Rats! rats! rats!
Oh, Truth and Justice, and Common-Sense
When will you drive this rat-tribe hence?
Bait 'em and beat 'em! hurry 'em! skurry 'em!
With satire and scorn and laughter flurry 'em!
In hole and corner and cranny to hide,
The Flunkey Rat, and the Rat of Pride,
Selfishness, Pedantry, Cant, and all that,
Till nobody hears of a single Rat!


["THE CREOWNIN' GLORY OF THE UNITED STATES."—Knickerbocker Magazine.]

My Hearers:—My text ain't in Worcester's Pictorial, nor Webster's big quarto; but it is in the columns of the Bunkum Flagstaff and Independent Echo—"Edication is the Creownin' Glory of the United'n States'n." Thar ain't a feller in all this great and glorious Republic but has studed readin', ritin', and 'rithmetic. Thar ain't a youngster so big that you couldn't drown him in a spit-box but what has read Shakspeare's gogerphy, and knows that all the world is a stage, with two poles instead of one like a common stage; and that it keeps goin' reound and reound on its own axis, not axin' nothin' o' nobody; for "Edication is the Creownin' Glory of the United'n States'n." Who was it that, durin' the great and glorious Revolution, by his eloquence quenched the spirit of Toryism? An American citizen. Who was it that knocked thunder out of the clouds, and took a streak o' greased lightnin' for a tail to his kite? An American citizen. Who was it that invented the powder that will kill a cockroach, if you put a little on its tail and then tread on it? Who was it that discovered the Fat Boy, and captured the wild and ferocious What Is It? An American citizen! Oh, it's a smashin' big thing to be an American citizen! King David would have been an American citizen, and the Queen of Sheba would have been naturalized, if it could a bin did; for "Edication is the Creownin' Glory of the United'n States'n." When you and I shall be no more; when this glorious Union shall have gone to etarnal smash; when Barnum shall have secured his last curiosity at a great expense; then will the historian dip his pen in a georgious bottle of blue-black ink, and write—"Edication was the Creownin' Glory of the United'n States'n."


[THREE FOOLS.—C. H. Spurgeon.]

I will show you three fools. One is yonder soldier, who has been wounded on the field of battle—grievously wounded, well-nigh unto death. The soldier asks him a question. Listen, and judge of his folly! What question does he ask? Does he raise his eyes with eager anxiety and inquire if the wound be mortal, if the practitioner's skill can suggest the means of healing, or if the remedies are within reach and the medicine at hand? No, nothing of the sort. Strange to tell, he asks: "Can you inform me with what sword I was wounded, and by what Russian I have been thus grievously mauled? I want," he adds, "to learn every minute particular respecting the origin of my wound." The man is delirious, his head is affected! Surely such questions at such a time are proof enough that he is bereft of his senses.

There is another fool. The storm is raging, the ship is flying impetuously before the gale, the dark scud moves swiftly overhead, masts are creaking, the sails are rent to rags, and still the gathering tempest grows more fierce. Where is the captain? Is he busily engaged on the deck, is he manfully facing the danger, and skillfully suggesting means to avert it? No, sir, he has retired to his cabin; and there, with studious thoughts and crazy fancies, he is speculating on the place where this storm took its rise. "It is mysterious, this wind; no one ever yet," he says, "has been able to discover it." And so, reckless of the vessel, the lives of the passengers, and his own life, he is careful only to solve his curious question. The man is mad, sir; take the rudder from his hand; he is clean gone mad!

The third fool I shall doubtless find among yourselves. You are sick and wounded with sin, you are in a storm and hurricane of Almighty vengeance, and yet the question which you would ask of me this morning would be: "Sir, what is the origin of evil?" You are mad, sir, spiritually mad; that is not the question you would ask if you were in a sane and healthy state of mind. Your question would be: "How can I get rid of the evil?" Not, "How did it come into the world?" but, "How am I to escape from it?" Not, "How is it that fire descended from heaven upon Sodom?" but, "How may I, like Lot, escape out of the city to a Zoar?" Not, "How is it that I am sick?" but, "Are there medicines that will heal me? Is there a physician to be found that can restore my soul to health?" Ah! you trifle with subtleties, while you neglect certainties.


▸ Work required
Using the listing below, extract each line that has the word "data" in it.

▸ Material provided
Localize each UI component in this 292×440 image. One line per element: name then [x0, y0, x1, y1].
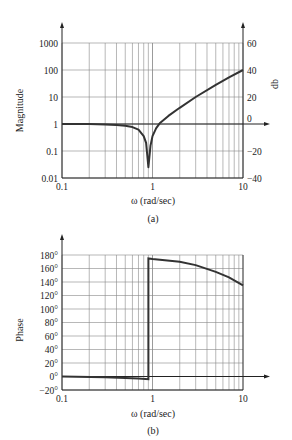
x-tick-label: 0.1 — [56, 394, 68, 404]
arrow-right-icon — [264, 375, 270, 379]
y-tick-label: 100 — [44, 66, 59, 76]
y-tick-label: 140° — [40, 278, 58, 288]
x-tick-label: 0.1 — [56, 182, 68, 192]
y-tick-label-right: −40 — [247, 174, 262, 184]
y-tick-label: 0° — [49, 372, 58, 382]
y-tick-label: 120° — [40, 291, 58, 301]
y-axis-label-right: db — [269, 79, 280, 89]
arrow-right-icon — [264, 122, 270, 126]
y-tick-label: 20° — [45, 359, 59, 369]
x-tick-label: 1 — [150, 394, 155, 404]
x-tick-label: 10 — [238, 182, 248, 192]
y-tick-label: 1000 — [39, 39, 58, 49]
y-tick-label: 80° — [45, 318, 59, 328]
x-axis-label: ω (rad/sec) — [131, 195, 175, 207]
y-tick-label: 160° — [40, 264, 58, 274]
y-tick-label: 40° — [45, 345, 59, 355]
panel-label: (a) — [147, 213, 158, 225]
y-tick-label-right: 60 — [247, 39, 257, 49]
magnitude-plot: 0.010.11101001000−40−2002040600.1110Magn… — [14, 22, 280, 225]
arrow-up-icon — [241, 22, 245, 28]
y-tick-label-right: 0 — [247, 114, 252, 124]
x-tick-label: 10 — [238, 394, 248, 404]
panel-label: (b) — [147, 425, 159, 437]
x-axis-label: ω (rad/sec) — [131, 408, 175, 420]
x-tick-label: 1 — [150, 182, 155, 192]
arrow-up-icon — [60, 234, 64, 240]
phase-plot: −20°0°20°40°60°80°100°120°140°160°180°0.… — [14, 234, 270, 437]
y-tick-label: 1 — [53, 120, 58, 130]
bode-plot: 0.010.11101001000−40−2002040600.1110Magn… — [0, 0, 292, 440]
y-tick-label: 0.1 — [46, 147, 58, 157]
y-axis-label: Phase — [14, 318, 25, 342]
y-tick-label: 100° — [40, 305, 58, 315]
arrow-up-icon — [60, 22, 64, 28]
y-tick-label-right: 40 — [247, 66, 257, 76]
y-tick-label-right: −20 — [247, 147, 262, 157]
y-tick-label-right: 20 — [247, 93, 257, 103]
y-axis-label: Magnitude — [14, 88, 25, 132]
y-tick-label: 10 — [49, 93, 59, 103]
y-tick-label: 60° — [45, 332, 59, 342]
y-tick-label: 180° — [40, 251, 58, 261]
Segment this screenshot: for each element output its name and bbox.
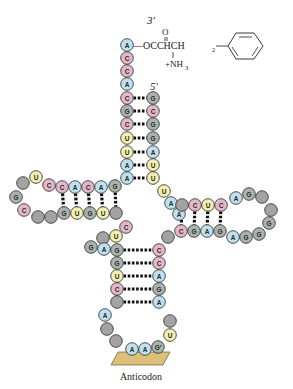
base-pair-bond (88, 193, 89, 206)
nucleotide: A (98, 243, 111, 256)
svg-text:—OCCHCH: —OCCHCH (132, 40, 185, 51)
svg-text:A: A (234, 195, 239, 202)
svg-text:U: U (115, 273, 120, 280)
nucleotide: G (188, 225, 201, 238)
nucleotide: A (121, 39, 134, 52)
nucleotide: C (121, 92, 134, 105)
svg-text:G: G (112, 183, 117, 190)
nucleotide (162, 231, 175, 244)
nucleotide: U (147, 159, 160, 172)
base-pair-bond (115, 192, 116, 206)
svg-text:U: U (125, 135, 130, 142)
nucleotide (256, 191, 269, 204)
nucleotide: A (95, 181, 108, 194)
nucleotide: C (147, 105, 160, 118)
svg-text:U: U (206, 202, 211, 209)
svg-text:A: A (157, 273, 162, 280)
svg-text:+NH: +NH (165, 59, 184, 69)
nucleotide: U (121, 146, 134, 159)
nucleotide: A (121, 172, 134, 185)
base-pair-bond (220, 211, 221, 224)
nucleotide: G (109, 180, 122, 193)
nucleotide: G (111, 257, 124, 270)
nucleotide: C (120, 221, 133, 234)
nucleotide: G (263, 217, 276, 230)
svg-text:C: C (151, 108, 156, 115)
svg-text:G: G (150, 95, 155, 102)
svg-text:U: U (151, 175, 156, 182)
svg-text:G: G (266, 220, 271, 227)
base-pair-bond (207, 211, 208, 224)
svg-text:G: G (114, 247, 119, 254)
svg-text:C: C (86, 184, 91, 191)
nucleotide: C (121, 118, 134, 131)
nucleotide: C (18, 204, 31, 217)
svg-text:C: C (22, 207, 27, 214)
svg-text:U: U (114, 233, 119, 240)
svg-text:U: U (162, 188, 167, 195)
svg-text:A: A (130, 346, 135, 353)
svg-text:G: G (87, 210, 92, 217)
svg-text:U: U (34, 174, 39, 181)
nucleotide: G′ (152, 341, 165, 354)
nucleotide: C (153, 244, 166, 257)
svg-text:U: U (168, 332, 173, 339)
nucleotide (164, 315, 177, 328)
svg-text:G: G (246, 191, 251, 198)
nucleotide: G (243, 188, 256, 201)
nucleotide (101, 323, 114, 336)
svg-text:G: G (150, 121, 155, 128)
nucleotide (110, 335, 123, 348)
svg-text:U: U (101, 210, 106, 217)
nucleotide (45, 211, 58, 224)
nucleotide: U (164, 329, 177, 342)
anticodon-label: Anticodon (120, 371, 162, 382)
svg-text:A: A (151, 149, 156, 156)
nucleotide-chain: ACCACGCUUAAGCGGAUUUAAGACACCUGCGUGUCUGAGG… (10, 39, 278, 356)
svg-text:G: G (88, 244, 93, 251)
nucleotide: C (121, 65, 134, 78)
nucleotide: U (147, 172, 160, 185)
phenylalanine-structure: O —OCCHCH 2 +NH 3 (132, 27, 263, 71)
nucleotide: A (139, 343, 152, 356)
svg-text:G: G (13, 194, 18, 201)
svg-text:C: C (125, 68, 130, 75)
svg-text:G: G (191, 228, 196, 235)
svg-text:A: A (125, 81, 130, 88)
nucleotide (32, 211, 45, 224)
svg-text:A: A (177, 211, 182, 218)
nucleotide: G (147, 92, 160, 105)
svg-text:G: G (61, 210, 66, 217)
nucleotide: A (201, 225, 214, 238)
svg-text:G: G (256, 231, 261, 238)
svg-text:A: A (205, 228, 210, 235)
svg-text:G: G (156, 286, 161, 293)
svg-text:G: G (217, 228, 222, 235)
svg-text:A: A (169, 200, 174, 207)
nucleotide: U (111, 270, 124, 283)
svg-text:C: C (60, 184, 65, 191)
svg-text:U: U (125, 149, 130, 156)
svg-text:C: C (193, 202, 198, 209)
nucleotide: A (230, 192, 243, 205)
nucleotide: U (121, 132, 134, 145)
nucleotide: C (189, 199, 202, 212)
svg-text:A: A (231, 234, 236, 241)
nucleotide: A (99, 309, 112, 322)
nucleotide: A (69, 181, 82, 194)
nucleotide (176, 199, 189, 212)
nucleotide: C (153, 257, 166, 270)
svg-text:G′: G′ (155, 344, 162, 351)
svg-text:G: G (124, 108, 129, 115)
svg-text:C: C (47, 182, 52, 189)
nucleotide: A (121, 78, 134, 91)
nucleotide: G (147, 132, 160, 145)
nucleotide: C (175, 225, 188, 238)
svg-text:A: A (99, 184, 104, 191)
svg-text:C: C (125, 95, 130, 102)
svg-text:A: A (102, 246, 107, 253)
svg-text:A: A (125, 162, 130, 169)
three-prime-label: 3′ (146, 14, 156, 26)
svg-text:C: C (179, 228, 184, 235)
svg-text:A: A (143, 346, 148, 353)
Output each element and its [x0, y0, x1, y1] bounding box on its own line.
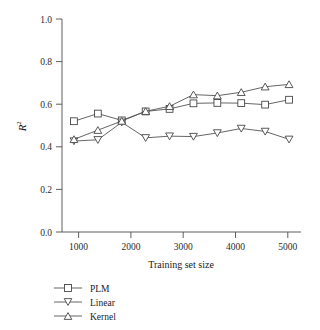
y-tick-label-1.0: 1.0 — [40, 15, 52, 25]
data-series-layer — [70, 81, 293, 145]
x-axis-title: Training set size — [148, 259, 214, 270]
data-point-plm-1000 — [94, 110, 101, 117]
y-tick-label-0.4: 0.4 — [40, 142, 52, 152]
x-axis-ticks: 1000 2000 3000 4000 5000 — [69, 232, 297, 252]
legend-label-kernel: Kernel — [90, 312, 116, 322]
legend-item-plm[interactable]: PLM — [54, 284, 110, 294]
data-point-plm-3500 — [214, 100, 221, 107]
chart-figure: 1.0 0.8 0.6 0.4 0.2 0.0 1000 2000 3000 4… — [0, 0, 320, 330]
y-axis-title: R 2 — [15, 121, 28, 133]
data-point-plm-4000 — [238, 100, 245, 107]
y-tick-label-0.0: 0.0 — [40, 228, 52, 238]
x-tick-label-5000: 5000 — [278, 242, 297, 252]
r2-vs-training-size-line-chart: 1.0 0.8 0.6 0.4 0.2 0.0 1000 2000 3000 4… — [0, 0, 320, 330]
x-tick-label-4000: 4000 — [226, 242, 245, 252]
data-point-plm-500 — [71, 118, 78, 125]
x-tick-label-2000: 2000 — [121, 242, 140, 252]
legend-label-linear: Linear — [90, 298, 116, 308]
data-point-plm-3000 — [190, 100, 197, 107]
series-line-kernel — [74, 84, 289, 139]
series-line-linear — [74, 122, 289, 141]
axes — [62, 19, 301, 232]
x-tick-label-1000: 1000 — [69, 242, 88, 252]
y-tick-label-0.6: 0.6 — [40, 100, 52, 110]
y-tick-label-0.2: 0.2 — [40, 185, 52, 195]
legend-label-plm: PLM — [90, 284, 110, 294]
series-line-plm — [74, 100, 289, 122]
x-tick-label-3000: 3000 — [174, 242, 193, 252]
series-linear — [70, 119, 293, 145]
data-point-plm-5000 — [286, 96, 293, 103]
y-tick-label-0.8: 0.8 — [40, 57, 52, 67]
data-point-plm-4500 — [262, 101, 269, 108]
legend: PLM Linear Kernel — [54, 284, 116, 322]
y-axis-title-exponent: 2 — [15, 121, 23, 125]
legend-item-linear[interactable]: Linear — [54, 298, 116, 308]
data-point-kernel-5000 — [285, 81, 293, 88]
series-kernel — [70, 81, 293, 143]
y-axis-ticks: 1.0 0.8 0.6 0.4 0.2 0.0 — [40, 15, 62, 238]
data-point-linear-5000 — [285, 136, 293, 143]
data-point-kernel-1000 — [94, 127, 102, 134]
legend-marker-square — [65, 285, 72, 292]
legend-item-kernel[interactable]: Kernel — [54, 312, 116, 322]
data-point-linear-4500 — [261, 128, 269, 135]
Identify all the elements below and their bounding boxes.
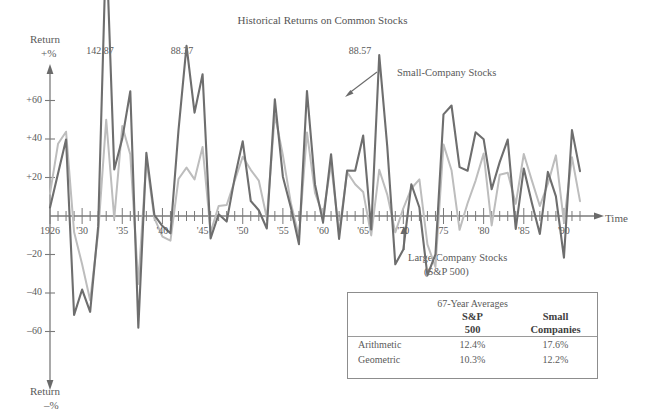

▸ Response to this task
data-series-layer — [70, 81, 293, 145]
data-point-plm-1000 — [94, 110, 101, 117]
data-point-plm-3500 — [214, 100, 221, 107]
data-point-plm-4000 — [238, 100, 245, 107]
data-point-plm-500 — [71, 118, 78, 125]
data-point-plm-3000 — [190, 100, 197, 107]
data-point-plm-5000 — [286, 96, 293, 103]
data-point-plm-4500 — [262, 101, 269, 108]
data-point-kernel-5000 — [285, 81, 293, 88]
data-point-linear-5000 — [285, 136, 293, 143]
data-point-kernel-1000 — [94, 127, 102, 134]
data-point-linear-4500 — [261, 128, 269, 135]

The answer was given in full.